On a shelf in my office at Stratfor is a book signed by Carlos. It's not just any book, but one I wrote: Chasing Shadows: A Special Agent’s Lifelong Hunt to Bring a Cold War Assassin to Justice. Even I'm surprised at how the copy bearing his signature came into my possession.
As a young U.S. State Department special agent, before the age of computers, I was assigned to a three-man counterterrorism branch. Back then, The Jackal was the poster child of global terrorism. Elusive and protected by nation-state sponsors of terrorism like the Soviet Union and Libya, Carlos — who got his nickname from the assassin in the Frederick Forsyth thriller The Day of The Jackal — worked as a hit man for hire. Carlos became a killer I studied, but I never thought he would be taken alive.

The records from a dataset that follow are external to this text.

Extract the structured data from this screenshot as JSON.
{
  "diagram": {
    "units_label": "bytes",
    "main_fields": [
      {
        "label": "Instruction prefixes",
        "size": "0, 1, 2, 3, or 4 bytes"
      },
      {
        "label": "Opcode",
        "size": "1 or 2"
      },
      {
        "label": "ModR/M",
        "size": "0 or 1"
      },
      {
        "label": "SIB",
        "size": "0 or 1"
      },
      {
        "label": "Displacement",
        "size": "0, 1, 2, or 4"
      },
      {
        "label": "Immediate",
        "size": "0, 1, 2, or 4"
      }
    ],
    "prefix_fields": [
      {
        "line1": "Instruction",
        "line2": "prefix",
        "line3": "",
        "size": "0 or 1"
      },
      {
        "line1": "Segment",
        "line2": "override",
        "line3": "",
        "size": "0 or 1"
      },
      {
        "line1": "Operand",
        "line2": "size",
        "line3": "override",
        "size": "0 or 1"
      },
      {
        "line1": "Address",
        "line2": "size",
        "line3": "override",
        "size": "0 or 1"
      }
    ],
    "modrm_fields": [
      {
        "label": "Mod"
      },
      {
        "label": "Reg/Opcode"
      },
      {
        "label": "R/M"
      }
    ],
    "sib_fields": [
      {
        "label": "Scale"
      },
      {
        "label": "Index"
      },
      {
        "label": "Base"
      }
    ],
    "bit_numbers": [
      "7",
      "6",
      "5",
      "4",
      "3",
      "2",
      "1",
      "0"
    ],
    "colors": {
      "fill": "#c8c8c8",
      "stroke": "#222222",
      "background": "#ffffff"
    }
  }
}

In the 1980s, our intelligence databases were made up of 3-by-5 index cards, hard files, typed cables and newspapers. In our office, we had a dog-eared brown accordion legal folder labeled "Carlos" by an agent unknown. The folder was jam packed with a hodgepodge of newspaper clippings, Foreign Broadcast Information Service reports, vague intelligence alerts, magazine articles, Interpol notices and a grainy, haunting surveillance photograph of Carlos, clad in a black leather jacket, taken somewhere on a tarmac in the developing world. I put that picture on my desk, next to a photo of Ali Hassan Salameh, the operations chief of the Palestinian terrorist cell Black September.

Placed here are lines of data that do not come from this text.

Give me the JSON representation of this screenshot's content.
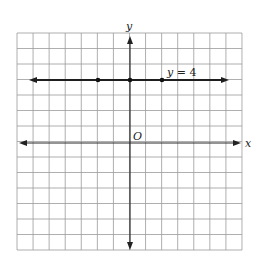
{
  "chart_data": {
    "type": "line",
    "title": "",
    "xlabel": "x",
    "ylabel": "y",
    "origin_label": "O",
    "xlim": [
      -8,
      7
    ],
    "ylim": [
      -7,
      7
    ],
    "grid": true,
    "grid_step": 1,
    "series": [
      {
        "name": "y = 4",
        "equation": "y = 4",
        "x": [
          -2,
          0,
          2
        ],
        "y": [
          4,
          4,
          4
        ],
        "marked_points": [
          [
            -2,
            4
          ],
          [
            0,
            4
          ],
          [
            2,
            4
          ]
        ],
        "arrows_both_ends": true
      }
    ],
    "annotations": [
      {
        "text": "y = 4",
        "x": 2.3,
        "y": 4.4
      }
    ]
  },
  "labels": {
    "x_axis": "x",
    "y_axis": "y",
    "origin": "O",
    "equation_left": "y",
    "equation_right": " = 4"
  }
}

As I conducted my investigation into the 1973 assassination of Israeli military attache Col. Joseph Alon in Maryland — my pursuit of his murderers is the subject of Chasing Shadows — I realized that Carlos might be a valuable source of information. After all, the assassin had worked with radical Palestinian groups in the same era as Alon's death.
I used a number of different cutouts to make contact with Carlos in his French prison cell, but I never got very far with him. I also corresponded with Magdalena Kopp, Carlos' wife and a former terrorist herself, in an effort to unearth new leads in the Alon case. (Kopp was one of the founding members of the leftist German Revolutionary Cells, closely aligned with the Popular Front for the Liberation Palestine.) To my surprise, she agreed to talk with me.

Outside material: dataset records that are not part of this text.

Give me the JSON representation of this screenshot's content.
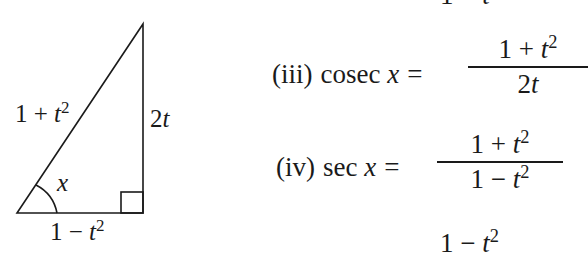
{
  "diagram": {
    "type": "right-triangle",
    "hypotenuse_label": {
      "base": "1 + ",
      "var": "t",
      "exp": "2"
    },
    "opposite_label": {
      "coef": "2",
      "var": "t"
    },
    "adjacent_label": {
      "base": "1 − ",
      "var": "t",
      "exp": "2"
    },
    "angle_label": "x"
  },
  "partial_top": {
    "text_base": "1 − ",
    "var": "t",
    "exp": "2"
  },
  "equations": [
    {
      "index": "(iii)",
      "func": "cosec",
      "var": "x",
      "equals": "=",
      "numerator": {
        "base": "1 + ",
        "var": "t",
        "exp": "2"
      },
      "denominator": {
        "coef": "2",
        "var": "t"
      }
    },
    {
      "index": "(iv)",
      "func": "sec",
      "var": "x",
      "equals": "=",
      "numerator": {
        "base": "1 + ",
        "var": "t",
        "exp": "2"
      },
      "denominator": {
        "base": "1 − ",
        "var": "t",
        "exp": "2"
      }
    }
  ],
  "partial_bottom": {
    "text_base": "1 − ",
    "var": "t",
    "exp": "2"
  }
}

I eventually tracked down the man who I contend pulled the trigger and ended Alon's life. The passage of time and the destruction of evidence meant there would be no trial, but there were still loose ends to wrap up. In 2014, the FBI in Paris reopened its investigation into Alon's death, and an agent got in touch with me to ask if I would send a few signed copies of Chasing Shadows to their office — including one meant for Carlos. The case had languished for years after my book was published, and I was happy that someone had taken an interest. I was willing to do whatever I could to help, so I sent the books overseas.
A few weeks later, rather unexpectedly, one of the copies of Chasing Shadows came back inscribed with the words "My best revolutionary regards, Carlos." But there had been no need for him to underline his name. I knew exactly who he was.